Use JPG for photographic delivery
JPG is a practical delivery format for photos because it reaches small file sizes with acceptable visual quality. It is widely accepted by websites, forms, email clients, social platforms, and content management systems.
The tradeoff is lossy compression. Each re-export can discard more detail, especially around text, sharp edges, and flat colors. Keep an original source file and make JPG delivery copies for specific placements.
- Use JPG for photos and complex gradients when transparency is not needed.
- Use PNG instead for screenshots, logos, icons, and text-heavy graphics.
- Use WebP when modern web delivery and smaller file size matter most.
Compression and metadata
Reducing JPG size can help page speed, upload limits, and email delivery.
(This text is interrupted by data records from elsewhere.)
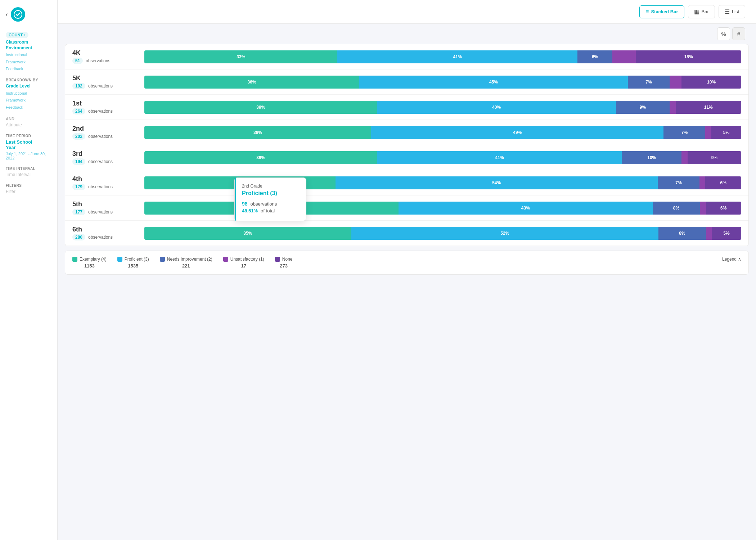  Describe the element at coordinates (29, 168) in the screenshot. I see `time-interval-label: TIME INTERVAL` at that location. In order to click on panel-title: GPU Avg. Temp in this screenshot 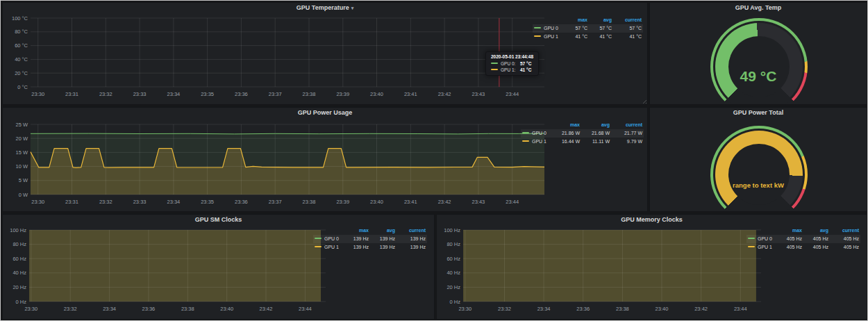, I will do `click(758, 8)`.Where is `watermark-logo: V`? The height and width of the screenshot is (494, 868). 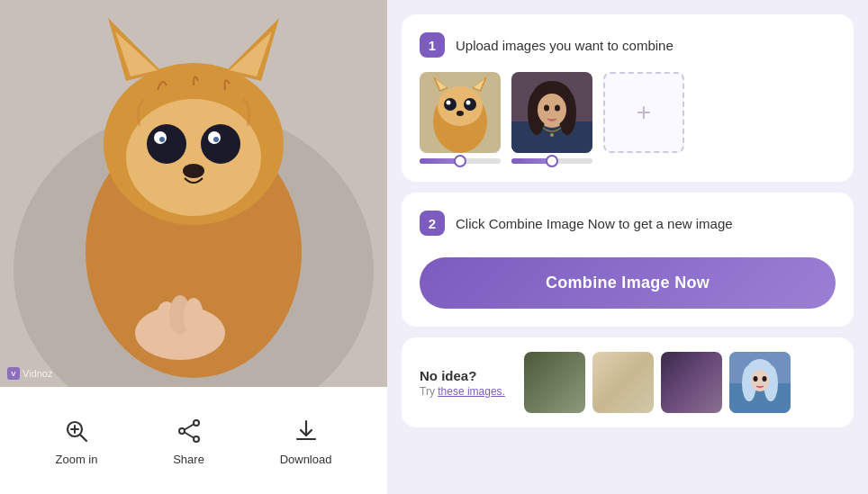 watermark-logo: V is located at coordinates (14, 373).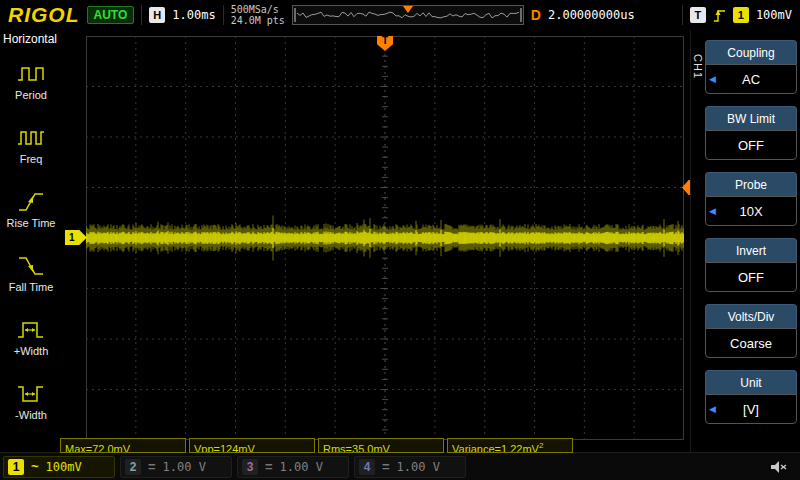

Moderate quality settings often produce a much smaller file without an obvious visual change at the final display size.
For privacy-sensitive photos, remove EXIF metadata before sharing. Compression may strip metadata in some tools, but it should not be treated as the privacy step.
JPG conversion choices
Convert JPG to PNG when an editing workflow needs a lossless copy or a platform asks specifically for PNG. Convert JPG to WebP when a website needs faster delivery for modern browsers.
Converting JPG to another format will not restore detail already lost to JPG compression. Use the cleanest available source when quality matters.